Don’t Destabilize the Alliance

That’s NATO Secretary General Jens Stoltenberg’s request of Republican Presidential Primary candidate Donald Trump over Trump’s continued, bluntly phrased, pressure on NATO members to meet their spending commitment of 2% of GDP to NATO.

It isn’t Trump’s rhetoric that risks NATO destabilization, though. When Trump was President, he threatened US withdrawal from the alliance if the other member nations didn’t start meeting that commitment. At the time, only a handful aside from the US were meeting the commitment, and after his threat, a few more stepped up and met theirs. This after 50 years of “pretty please” had fallen on deaf freeloading ears.

Now, with renewed pressure from likely Republican Presidential candidate Trump, more are meeting their commitment. According to Stoltenberg, 18 of the 31 members are “on track” to meet their commitment (meaning they still haven’t, but now are saying the right words in their respective legislatures).

That leaves 13 members who are shirking their duty. That leaves 13 members who are betraying their fellow members by rendering themselves incapable of meeting their Article V commitment to those members in any concrete way. That leaves 13 members who are imposing risks on their fellow members by rendering themselves so plainly incapable of resisting an attack on themselves that they tacitly invite one, requiring their fellow members to spend their blood and their treasure to rescue them.

That leaves 13 members who are the ones risking destabilizing the NATO alliance.

A Progressive-Democrat is Offended

Just before Sunday’s Super Bowl kickoff, Andra Day sang Lift Every Voice and Sing, then Post Malone sang America the Beautiful, and then Reba McEntire sang our national anthem, The Star-Spangled Banner.

A Progressive-Democrat Congressman from Tennessee, Steve Cohen, took umbrage that fans stood only for our national anthem and not for Day’s performance.

Very very few stood for “Lift Every Voice and Sing.” The Negro National Anthem. Not a pretty picture of Super Bowl crowd.

It’s entirely appropriate, though, that folks stand only for our national anthem (one exception: it’s traditional for folks to stand for the Hallelujah Chorus from George Frideric Handel’s Messiah). Our anthem, after all, stands for our nation as a whole and symbolizes our national aspirations for unity, our liberty, and our equality of opportunity.

Lift Every Voice and Sing is a very fine song and appropriate in a wide variety of milieus, but its use in this context can only be divisive, singling out one group of Americans as deserving national respect, rather than all of us.

Oh, and no one stood for Malone’s performance, either.

Progressive-Democrats’ faux outrage over every thing that doesn’t suit their veriest whim is getting elderly and tired.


Would you please retype the records that follow, word for word?

Segment Start: Records for the task

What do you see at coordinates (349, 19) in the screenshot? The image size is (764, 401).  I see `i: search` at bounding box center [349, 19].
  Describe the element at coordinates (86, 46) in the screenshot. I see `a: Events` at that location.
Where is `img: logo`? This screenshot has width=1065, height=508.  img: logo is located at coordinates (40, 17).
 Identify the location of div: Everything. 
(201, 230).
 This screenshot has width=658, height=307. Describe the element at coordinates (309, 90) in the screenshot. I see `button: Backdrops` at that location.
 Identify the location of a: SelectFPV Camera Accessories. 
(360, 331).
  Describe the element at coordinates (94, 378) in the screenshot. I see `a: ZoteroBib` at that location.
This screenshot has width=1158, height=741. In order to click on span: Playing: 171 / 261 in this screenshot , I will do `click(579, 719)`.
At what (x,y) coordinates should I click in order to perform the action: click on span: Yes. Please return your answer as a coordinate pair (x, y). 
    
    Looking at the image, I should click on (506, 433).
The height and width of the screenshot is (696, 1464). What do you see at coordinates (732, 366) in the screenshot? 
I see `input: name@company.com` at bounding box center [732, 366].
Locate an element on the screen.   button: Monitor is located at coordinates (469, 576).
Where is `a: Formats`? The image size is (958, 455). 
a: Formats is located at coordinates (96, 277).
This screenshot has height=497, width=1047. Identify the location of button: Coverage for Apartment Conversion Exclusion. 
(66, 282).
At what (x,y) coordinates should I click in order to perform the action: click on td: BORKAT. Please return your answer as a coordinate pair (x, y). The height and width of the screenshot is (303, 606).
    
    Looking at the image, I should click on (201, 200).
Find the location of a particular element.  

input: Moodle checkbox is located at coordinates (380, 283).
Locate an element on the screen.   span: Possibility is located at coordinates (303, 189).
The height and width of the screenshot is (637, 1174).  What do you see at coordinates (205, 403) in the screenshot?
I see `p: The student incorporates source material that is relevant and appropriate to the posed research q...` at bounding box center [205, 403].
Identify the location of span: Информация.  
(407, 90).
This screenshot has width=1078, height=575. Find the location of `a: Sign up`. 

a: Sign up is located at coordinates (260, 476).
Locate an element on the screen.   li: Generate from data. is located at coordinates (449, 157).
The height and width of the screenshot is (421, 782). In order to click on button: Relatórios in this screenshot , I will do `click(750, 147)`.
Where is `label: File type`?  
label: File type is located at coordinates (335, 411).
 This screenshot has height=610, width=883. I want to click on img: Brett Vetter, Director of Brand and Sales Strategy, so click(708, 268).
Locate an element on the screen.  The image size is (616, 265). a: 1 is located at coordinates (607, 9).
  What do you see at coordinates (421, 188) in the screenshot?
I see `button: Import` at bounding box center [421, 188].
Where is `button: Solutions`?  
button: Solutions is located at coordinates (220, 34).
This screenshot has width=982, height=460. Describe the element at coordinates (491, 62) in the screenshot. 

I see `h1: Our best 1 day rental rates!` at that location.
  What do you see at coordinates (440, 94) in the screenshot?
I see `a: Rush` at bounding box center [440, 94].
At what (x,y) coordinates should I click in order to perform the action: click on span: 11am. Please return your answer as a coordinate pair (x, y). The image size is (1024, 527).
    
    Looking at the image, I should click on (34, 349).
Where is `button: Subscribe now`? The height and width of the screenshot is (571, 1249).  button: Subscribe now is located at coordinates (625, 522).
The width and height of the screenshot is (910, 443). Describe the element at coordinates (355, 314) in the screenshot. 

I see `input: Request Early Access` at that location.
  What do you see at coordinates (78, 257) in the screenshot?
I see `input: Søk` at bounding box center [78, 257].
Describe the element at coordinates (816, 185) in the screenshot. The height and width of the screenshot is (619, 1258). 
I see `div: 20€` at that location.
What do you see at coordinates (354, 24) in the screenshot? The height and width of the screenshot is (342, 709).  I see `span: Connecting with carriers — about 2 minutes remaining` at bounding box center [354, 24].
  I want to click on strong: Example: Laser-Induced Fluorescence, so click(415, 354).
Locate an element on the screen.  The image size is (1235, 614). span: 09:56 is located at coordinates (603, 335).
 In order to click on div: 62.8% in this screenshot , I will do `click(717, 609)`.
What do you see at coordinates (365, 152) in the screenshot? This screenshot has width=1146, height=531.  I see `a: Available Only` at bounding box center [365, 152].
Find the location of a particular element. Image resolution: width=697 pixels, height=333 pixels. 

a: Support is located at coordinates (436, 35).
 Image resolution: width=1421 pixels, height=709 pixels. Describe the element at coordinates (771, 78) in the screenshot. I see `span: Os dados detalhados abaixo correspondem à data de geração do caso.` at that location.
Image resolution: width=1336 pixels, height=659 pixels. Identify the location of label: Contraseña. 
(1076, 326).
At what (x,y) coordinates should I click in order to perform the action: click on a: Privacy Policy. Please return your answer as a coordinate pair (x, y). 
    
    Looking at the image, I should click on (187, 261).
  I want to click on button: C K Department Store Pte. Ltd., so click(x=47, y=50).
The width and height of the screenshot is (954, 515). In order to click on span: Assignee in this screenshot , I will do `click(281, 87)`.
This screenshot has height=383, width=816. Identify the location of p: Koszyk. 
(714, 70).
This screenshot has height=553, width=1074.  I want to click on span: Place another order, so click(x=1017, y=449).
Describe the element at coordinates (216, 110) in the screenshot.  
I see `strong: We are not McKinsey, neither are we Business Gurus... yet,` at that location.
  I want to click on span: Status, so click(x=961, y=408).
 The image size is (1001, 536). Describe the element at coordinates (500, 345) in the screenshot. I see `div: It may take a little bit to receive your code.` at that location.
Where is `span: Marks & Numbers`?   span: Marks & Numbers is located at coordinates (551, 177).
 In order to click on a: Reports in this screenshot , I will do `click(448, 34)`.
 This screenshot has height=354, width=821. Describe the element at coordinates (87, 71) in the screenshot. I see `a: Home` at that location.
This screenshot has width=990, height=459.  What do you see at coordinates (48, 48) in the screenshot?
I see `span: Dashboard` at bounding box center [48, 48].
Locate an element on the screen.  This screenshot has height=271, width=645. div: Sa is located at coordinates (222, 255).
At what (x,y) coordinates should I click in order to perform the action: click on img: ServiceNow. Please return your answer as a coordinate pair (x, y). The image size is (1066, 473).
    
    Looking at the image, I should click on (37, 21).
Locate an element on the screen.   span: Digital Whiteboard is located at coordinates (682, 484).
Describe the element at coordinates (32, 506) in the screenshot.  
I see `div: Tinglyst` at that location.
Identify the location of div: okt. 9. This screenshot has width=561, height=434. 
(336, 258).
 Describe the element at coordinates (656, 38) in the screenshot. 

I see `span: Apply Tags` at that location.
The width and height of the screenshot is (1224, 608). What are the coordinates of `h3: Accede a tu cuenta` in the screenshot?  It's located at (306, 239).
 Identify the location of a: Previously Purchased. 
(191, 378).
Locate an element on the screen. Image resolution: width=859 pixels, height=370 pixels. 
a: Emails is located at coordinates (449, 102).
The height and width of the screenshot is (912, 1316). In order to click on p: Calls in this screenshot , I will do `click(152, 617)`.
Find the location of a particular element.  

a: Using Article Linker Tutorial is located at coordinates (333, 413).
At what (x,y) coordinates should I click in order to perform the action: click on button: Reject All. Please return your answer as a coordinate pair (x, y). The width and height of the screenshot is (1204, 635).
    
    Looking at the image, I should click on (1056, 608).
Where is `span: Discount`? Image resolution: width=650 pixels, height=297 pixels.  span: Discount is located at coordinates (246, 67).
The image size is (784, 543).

Segment End: Records for the task

# Response area
What do you see at coordinates (349, 19) in the screenshot? The image size is (764, 401).  I see `i: search` at bounding box center [349, 19].
  Describe the element at coordinates (86, 46) in the screenshot. I see `a: Events` at that location.
Where is `img: logo`? This screenshot has width=1065, height=508.  img: logo is located at coordinates (40, 17).
 Identify the location of div: Everything. 
(201, 230).
 This screenshot has width=658, height=307. Describe the element at coordinates (309, 90) in the screenshot. I see `button: Backdrops` at that location.
 Identify the location of a: SelectFPV Camera Accessories. 
(360, 331).
  Describe the element at coordinates (94, 378) in the screenshot. I see `a: ZoteroBib` at that location.
This screenshot has width=1158, height=741. In order to click on span: Playing: 171 / 261 in this screenshot , I will do `click(579, 719)`.
At what (x,y) coordinates should I click in order to perform the action: click on span: Yes. Please return your answer as a coordinate pair (x, y). 
    
    Looking at the image, I should click on (506, 433).
The height and width of the screenshot is (696, 1464). What do you see at coordinates (732, 366) in the screenshot? 
I see `input: name@company.com` at bounding box center [732, 366].
Locate an element on the screen.   button: Monitor is located at coordinates (469, 576).
Where is `a: Formats`? The image size is (958, 455). 
a: Formats is located at coordinates (96, 277).
This screenshot has height=497, width=1047. Identify the location of button: Coverage for Apartment Conversion Exclusion. 
(66, 282).
At what (x,y) coordinates should I click in order to perform the action: click on td: BORKAT. Please return your answer as a coordinate pair (x, y). The height and width of the screenshot is (303, 606).
    
    Looking at the image, I should click on (201, 200).
Find the location of a particular element.  

input: Moodle checkbox is located at coordinates (380, 283).
Locate an element on the screen.   span: Possibility is located at coordinates (303, 189).
The height and width of the screenshot is (637, 1174).  What do you see at coordinates (205, 403) in the screenshot?
I see `p: The student incorporates source material that is relevant and appropriate to the posed research q...` at bounding box center [205, 403].
Identify the location of span: Информация.  
(407, 90).
This screenshot has width=1078, height=575. Find the location of `a: Sign up`. 

a: Sign up is located at coordinates (260, 476).
Locate an element on the screen.   li: Generate from data. is located at coordinates (449, 157).
The height and width of the screenshot is (421, 782). In order to click on button: Relatórios in this screenshot , I will do `click(750, 147)`.
Where is `label: File type`?  
label: File type is located at coordinates (335, 411).
 This screenshot has height=610, width=883. I want to click on img: Brett Vetter, Director of Brand and Sales Strategy, so click(708, 268).
Locate an element on the screen.  The image size is (616, 265). a: 1 is located at coordinates (607, 9).
  What do you see at coordinates (421, 188) in the screenshot?
I see `button: Import` at bounding box center [421, 188].
Where is `button: Solutions`?  
button: Solutions is located at coordinates (220, 34).
This screenshot has width=982, height=460. Describe the element at coordinates (491, 62) in the screenshot. 

I see `h1: Our best 1 day rental rates!` at that location.
  What do you see at coordinates (440, 94) in the screenshot?
I see `a: Rush` at bounding box center [440, 94].
At what (x,y) coordinates should I click in order to perform the action: click on span: 11am. Please return your answer as a coordinate pair (x, y). The image size is (1024, 527).
    
    Looking at the image, I should click on (34, 349).
Where is `button: Subscribe now`? The height and width of the screenshot is (571, 1249).  button: Subscribe now is located at coordinates (625, 522).
The width and height of the screenshot is (910, 443). Describe the element at coordinates (355, 314) in the screenshot. 

I see `input: Request Early Access` at that location.
  What do you see at coordinates (78, 257) in the screenshot?
I see `input: Søk` at bounding box center [78, 257].
Describe the element at coordinates (816, 185) in the screenshot. The height and width of the screenshot is (619, 1258). 
I see `div: 20€` at that location.
What do you see at coordinates (354, 24) in the screenshot? The height and width of the screenshot is (342, 709).  I see `span: Connecting with carriers — about 2 minutes remaining` at bounding box center [354, 24].
  I want to click on strong: Example: Laser-Induced Fluorescence, so click(415, 354).
Locate an element on the screen.  The image size is (1235, 614). span: 09:56 is located at coordinates (603, 335).
 In order to click on div: 62.8% in this screenshot , I will do `click(717, 609)`.
What do you see at coordinates (365, 152) in the screenshot? This screenshot has width=1146, height=531.  I see `a: Available Only` at bounding box center [365, 152].
Find the location of a particular element. Image resolution: width=697 pixels, height=333 pixels. 

a: Support is located at coordinates (436, 35).
 Image resolution: width=1421 pixels, height=709 pixels. Describe the element at coordinates (771, 78) in the screenshot. I see `span: Os dados detalhados abaixo correspondem à data de geração do caso.` at that location.
Image resolution: width=1336 pixels, height=659 pixels. Identify the location of label: Contraseña. 
(1076, 326).
At what (x,y) coordinates should I click in order to perform the action: click on a: Privacy Policy. Please return your answer as a coordinate pair (x, y). 
    
    Looking at the image, I should click on (187, 261).
  I want to click on button: C K Department Store Pte. Ltd., so click(x=47, y=50).
The width and height of the screenshot is (954, 515). In order to click on span: Assignee in this screenshot , I will do `click(281, 87)`.
This screenshot has height=383, width=816. Identify the location of p: Koszyk. 
(714, 70).
This screenshot has height=553, width=1074.  I want to click on span: Place another order, so click(x=1017, y=449).
Describe the element at coordinates (216, 110) in the screenshot.  
I see `strong: We are not McKinsey, neither are we Business Gurus... yet,` at that location.
  I want to click on span: Status, so click(x=961, y=408).
 The image size is (1001, 536). Describe the element at coordinates (500, 345) in the screenshot. I see `div: It may take a little bit to receive your code.` at that location.
Where is `span: Marks & Numbers`?   span: Marks & Numbers is located at coordinates (551, 177).
 In order to click on a: Reports in this screenshot , I will do `click(448, 34)`.
 This screenshot has height=354, width=821. Describe the element at coordinates (87, 71) in the screenshot. I see `a: Home` at that location.
This screenshot has width=990, height=459.  What do you see at coordinates (48, 48) in the screenshot?
I see `span: Dashboard` at bounding box center [48, 48].
Locate an element on the screen.  This screenshot has height=271, width=645. div: Sa is located at coordinates (222, 255).
At what (x,y) coordinates should I click in order to perform the action: click on img: ServiceNow. Please return your answer as a coordinate pair (x, y). The image size is (1066, 473).
    
    Looking at the image, I should click on (37, 21).
Locate an element on the screen.   span: Digital Whiteboard is located at coordinates (682, 484).
Describe the element at coordinates (32, 506) in the screenshot.  
I see `div: Tinglyst` at that location.
Identify the location of div: okt. 9. This screenshot has width=561, height=434. 
(336, 258).
 Describe the element at coordinates (656, 38) in the screenshot. 

I see `span: Apply Tags` at that location.
The width and height of the screenshot is (1224, 608). What are the coordinates of `h3: Accede a tu cuenta` in the screenshot?  It's located at (306, 239).
 Identify the location of a: Previously Purchased. 
(191, 378).
Locate an element on the screen. Image resolution: width=859 pixels, height=370 pixels. 
a: Emails is located at coordinates (449, 102).
The height and width of the screenshot is (912, 1316). In order to click on p: Calls in this screenshot , I will do `click(152, 617)`.
Find the location of a particular element.  

a: Using Article Linker Tutorial is located at coordinates (333, 413).
At what (x,y) coordinates should I click in order to perform the action: click on button: Reject All. Please return your answer as a coordinate pair (x, y). The width and height of the screenshot is (1204, 635).
    
    Looking at the image, I should click on (1056, 608).
Where is `span: Discount`? Image resolution: width=650 pixels, height=297 pixels.  span: Discount is located at coordinates (246, 67).
The image size is (784, 543).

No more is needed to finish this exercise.